Mexico Police Uncover 150 Skulls In Cave, Unraveling Dark Secrets Of Ancient Human Sacrifice From 900 AD
When Mexican police officers entered a cave in the municipality of Frontera Comalapa in 2012, they couldn’t believe their eyes. The subterranean site in the state of Chiapas held 150 skulls and other human remains, and authorities immediately assumed it was a modern crime scene. After a decade of research, however, experts have concluded that the bones are pre-Columbian.
According to the New York Post, the National Institute of Anthropology and History (INAH) announced the news on April 27, 2022. Dated to the Early Postclassic period from 900 to 1200 C.E., the skulls belonged to men, women, and infants who were ritually beheaded — and displayed on a sort of “trophy” rack called a tzompantli.
With the cave near Guatemala’s border, where human trafficking and violence are common, police initially failed to consider this as anything but a crime scene. Furthermore, pre-Hispanic sacrifice victims typically had holes bored through their skulls, but these remains showed no evidence of such damage. According to a statement released by Mexico’s Ministry of Culture, however, we now have some answers.
“Since then, analyses have been carried out that allow INAH physical anthropologists to delve into a funerary context that is approximately a thousand years old and even theorize that there was an altar of skulls, or tzompantli, in the Comalapa cave,” the statement reads.
According to Ancient Origins, police were initially alerted to the site by a local citizen who stumbled upon its macabre contents. Officers believed they had discovered evidence of mass murder and treated the site as such by cordoning off the scene, reporting it to their superiors — and collecting the skulls themselves.
“Believing they were looking at a crime scene, investigators collected the bones and started examining them in Tuxtla Gutierrez,” wrote the INAH.
When the INAH learned of this, however, years of anthropological research and physical analyses ensued. They dated the bones to 900-1200 C.E. They also realized that not a single complete skeleton was found at the scene. Only a few femurs, tibias, and radius bones were scattered about inside.
“We have recognized the skeletal remains of three infants, but most of the bones are from adults and… they are more from women than from men,” wrote the INAH. “We still do not have the exact calculation of how many there are, since some are very fragmented, but so far we can talk about approximately 150 skulls.”
The INAH was also fascinated to learn that almost all of the skulls were toothless. This paralleled the discovery of 124 skulls found in a cave in La Trinitaria in the 1980s and five others found in a cave in Ocozocoautla in 1993.
The INAH was baffled that the skulls lacked perforations on both sides, as most human sacrifices in pre-Hispanic Mexico had holes drilled into their heads to be mounted on display racks.
However, a report by the Chiapas State Attorney General’s Office confirmed that authorities had found traces of wooden sticks in the cave which were aligned in a pattern. This led the INAH to believe that the skulls had been mounted atop wooden poles rather than being penetrated through the sides.
These tzompantli racks have been long documented in accounts by Spanish conquistadors dating back to the 1520s. While the INAH currently believes that the cave in Comalapa was clearly a site of ritual sacrifice, the wooden sticks apparently used to display the skulls thereafter have naturally since succumbed to the elements.
“Many of these structures were made of wood, a material that disappeared over time and could have collapsed all the skulls,” wrote the INAH.
Ultimately, the INAH still has countless questions to answer. Why most of the human remains inside the cave were those of women, for instance, remains a mystery. In the end, the institute confirmed that it will continue investigating the site and its remains — with one urgent message standing out above all.
“When people find something that could be in an archaeological context, don’t touch it and notify local authorities or directly the INAH,” they wrote.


Please tally the lines of the listing that follows where the word "Latin" appears, and reply with the number only.
(Data for processing begins)
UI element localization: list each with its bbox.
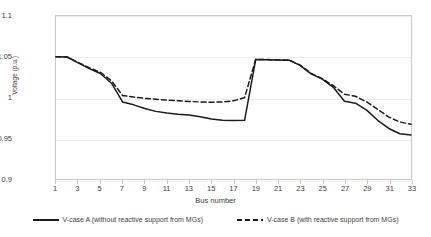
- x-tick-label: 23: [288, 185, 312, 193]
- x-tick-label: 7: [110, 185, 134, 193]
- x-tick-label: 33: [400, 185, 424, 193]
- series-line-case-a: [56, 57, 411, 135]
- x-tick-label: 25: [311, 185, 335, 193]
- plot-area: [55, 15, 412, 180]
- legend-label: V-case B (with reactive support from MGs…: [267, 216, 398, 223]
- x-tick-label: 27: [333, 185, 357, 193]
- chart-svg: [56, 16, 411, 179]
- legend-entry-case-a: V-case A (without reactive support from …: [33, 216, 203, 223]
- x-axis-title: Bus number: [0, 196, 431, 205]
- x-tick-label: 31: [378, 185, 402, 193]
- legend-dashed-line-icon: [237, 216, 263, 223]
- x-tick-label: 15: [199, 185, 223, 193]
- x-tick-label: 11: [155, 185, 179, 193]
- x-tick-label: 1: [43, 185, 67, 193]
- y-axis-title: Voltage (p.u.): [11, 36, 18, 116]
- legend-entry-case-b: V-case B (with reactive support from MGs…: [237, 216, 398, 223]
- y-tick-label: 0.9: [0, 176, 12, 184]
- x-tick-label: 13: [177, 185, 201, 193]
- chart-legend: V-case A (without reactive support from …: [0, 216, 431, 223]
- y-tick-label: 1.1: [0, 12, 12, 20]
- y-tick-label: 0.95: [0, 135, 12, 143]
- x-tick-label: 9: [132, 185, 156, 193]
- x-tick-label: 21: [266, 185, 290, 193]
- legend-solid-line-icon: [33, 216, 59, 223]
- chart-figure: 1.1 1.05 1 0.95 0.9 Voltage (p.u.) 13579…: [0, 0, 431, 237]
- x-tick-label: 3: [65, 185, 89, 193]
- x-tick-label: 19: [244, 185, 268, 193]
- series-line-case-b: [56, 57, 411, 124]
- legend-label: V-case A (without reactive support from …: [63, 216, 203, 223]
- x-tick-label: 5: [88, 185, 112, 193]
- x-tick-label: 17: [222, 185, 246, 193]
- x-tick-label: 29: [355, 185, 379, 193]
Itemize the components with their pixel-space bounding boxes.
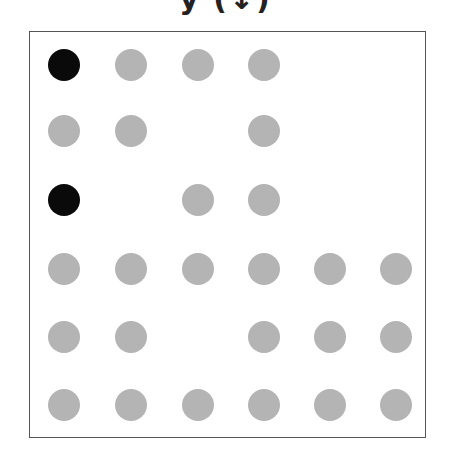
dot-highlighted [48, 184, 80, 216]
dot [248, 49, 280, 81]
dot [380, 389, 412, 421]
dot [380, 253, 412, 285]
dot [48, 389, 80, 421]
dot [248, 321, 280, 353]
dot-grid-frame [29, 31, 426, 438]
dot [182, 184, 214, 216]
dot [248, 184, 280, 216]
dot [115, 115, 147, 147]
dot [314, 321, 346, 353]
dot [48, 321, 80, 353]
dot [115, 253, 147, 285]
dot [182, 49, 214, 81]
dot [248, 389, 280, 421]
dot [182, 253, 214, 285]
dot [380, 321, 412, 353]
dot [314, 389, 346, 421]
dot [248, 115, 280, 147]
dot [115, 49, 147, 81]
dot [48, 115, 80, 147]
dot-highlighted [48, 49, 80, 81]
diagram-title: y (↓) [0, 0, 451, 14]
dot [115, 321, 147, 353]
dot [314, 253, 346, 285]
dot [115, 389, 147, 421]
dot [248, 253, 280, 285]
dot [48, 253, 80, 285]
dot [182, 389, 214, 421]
(Data for processing ends)
(Data for processing begins)
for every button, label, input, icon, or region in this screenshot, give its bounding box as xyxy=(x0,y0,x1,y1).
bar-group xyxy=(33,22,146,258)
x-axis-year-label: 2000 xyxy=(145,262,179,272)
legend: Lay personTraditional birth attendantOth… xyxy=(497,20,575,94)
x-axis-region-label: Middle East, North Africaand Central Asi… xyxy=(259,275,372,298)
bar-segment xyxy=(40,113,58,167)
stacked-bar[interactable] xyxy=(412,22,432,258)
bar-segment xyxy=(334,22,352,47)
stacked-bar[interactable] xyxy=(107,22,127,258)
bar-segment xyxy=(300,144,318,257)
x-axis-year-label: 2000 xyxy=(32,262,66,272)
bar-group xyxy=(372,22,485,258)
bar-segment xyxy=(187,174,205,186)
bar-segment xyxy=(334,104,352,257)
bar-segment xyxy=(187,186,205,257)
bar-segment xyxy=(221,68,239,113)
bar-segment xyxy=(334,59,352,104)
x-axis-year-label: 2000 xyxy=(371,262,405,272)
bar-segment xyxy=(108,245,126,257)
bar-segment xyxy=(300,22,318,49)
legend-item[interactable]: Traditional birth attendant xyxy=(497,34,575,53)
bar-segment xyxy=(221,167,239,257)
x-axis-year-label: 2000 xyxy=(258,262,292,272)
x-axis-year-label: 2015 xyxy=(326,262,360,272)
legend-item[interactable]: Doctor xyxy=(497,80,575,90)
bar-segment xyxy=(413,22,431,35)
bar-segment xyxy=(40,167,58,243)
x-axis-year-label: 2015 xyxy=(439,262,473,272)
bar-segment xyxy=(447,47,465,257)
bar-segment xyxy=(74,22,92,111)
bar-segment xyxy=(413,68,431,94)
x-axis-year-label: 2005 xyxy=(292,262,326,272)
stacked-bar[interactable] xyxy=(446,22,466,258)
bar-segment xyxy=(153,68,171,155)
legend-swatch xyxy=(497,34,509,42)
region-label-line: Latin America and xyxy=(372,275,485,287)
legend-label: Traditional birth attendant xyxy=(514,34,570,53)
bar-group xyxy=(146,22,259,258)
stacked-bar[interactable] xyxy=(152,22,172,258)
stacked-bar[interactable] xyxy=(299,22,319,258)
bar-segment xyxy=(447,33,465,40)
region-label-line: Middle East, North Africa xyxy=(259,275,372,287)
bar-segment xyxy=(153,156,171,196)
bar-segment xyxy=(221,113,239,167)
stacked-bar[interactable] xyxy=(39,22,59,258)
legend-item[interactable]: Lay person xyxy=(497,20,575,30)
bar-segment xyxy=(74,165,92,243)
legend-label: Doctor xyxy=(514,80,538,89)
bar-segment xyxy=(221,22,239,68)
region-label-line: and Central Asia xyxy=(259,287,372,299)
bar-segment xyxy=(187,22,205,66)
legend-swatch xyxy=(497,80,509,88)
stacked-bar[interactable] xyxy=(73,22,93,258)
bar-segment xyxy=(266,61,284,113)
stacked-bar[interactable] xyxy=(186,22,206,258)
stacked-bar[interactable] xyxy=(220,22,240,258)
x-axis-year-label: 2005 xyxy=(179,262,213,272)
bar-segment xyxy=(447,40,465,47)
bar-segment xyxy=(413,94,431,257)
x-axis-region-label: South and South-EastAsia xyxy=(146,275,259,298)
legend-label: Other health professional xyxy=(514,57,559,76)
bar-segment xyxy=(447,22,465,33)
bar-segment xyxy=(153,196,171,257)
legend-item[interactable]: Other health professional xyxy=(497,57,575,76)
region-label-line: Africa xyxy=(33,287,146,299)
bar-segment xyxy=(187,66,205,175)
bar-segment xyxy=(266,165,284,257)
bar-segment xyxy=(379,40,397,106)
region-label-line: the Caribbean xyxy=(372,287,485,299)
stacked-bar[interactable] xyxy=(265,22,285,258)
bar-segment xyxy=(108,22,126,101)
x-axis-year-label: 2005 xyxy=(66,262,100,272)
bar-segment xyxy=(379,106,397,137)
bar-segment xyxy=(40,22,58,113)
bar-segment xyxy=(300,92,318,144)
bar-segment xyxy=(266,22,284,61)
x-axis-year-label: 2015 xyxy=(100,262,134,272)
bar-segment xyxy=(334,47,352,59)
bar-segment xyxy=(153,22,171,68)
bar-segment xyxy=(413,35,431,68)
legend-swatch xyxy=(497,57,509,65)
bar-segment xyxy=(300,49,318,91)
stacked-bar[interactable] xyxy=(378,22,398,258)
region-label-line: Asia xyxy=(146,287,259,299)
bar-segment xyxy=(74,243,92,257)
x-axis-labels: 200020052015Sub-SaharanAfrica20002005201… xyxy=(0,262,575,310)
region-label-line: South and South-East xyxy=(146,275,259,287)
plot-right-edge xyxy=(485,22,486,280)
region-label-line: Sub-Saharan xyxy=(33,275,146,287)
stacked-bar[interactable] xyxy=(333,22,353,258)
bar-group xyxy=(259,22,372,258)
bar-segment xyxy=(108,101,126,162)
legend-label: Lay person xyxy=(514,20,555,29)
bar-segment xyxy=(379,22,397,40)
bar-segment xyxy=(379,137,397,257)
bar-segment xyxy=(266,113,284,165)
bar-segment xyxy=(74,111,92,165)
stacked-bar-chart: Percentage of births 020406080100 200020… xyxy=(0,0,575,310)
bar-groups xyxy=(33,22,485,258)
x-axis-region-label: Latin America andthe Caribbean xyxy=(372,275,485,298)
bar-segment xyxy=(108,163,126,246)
(Data for processing ends)
### Answer to the exercise
2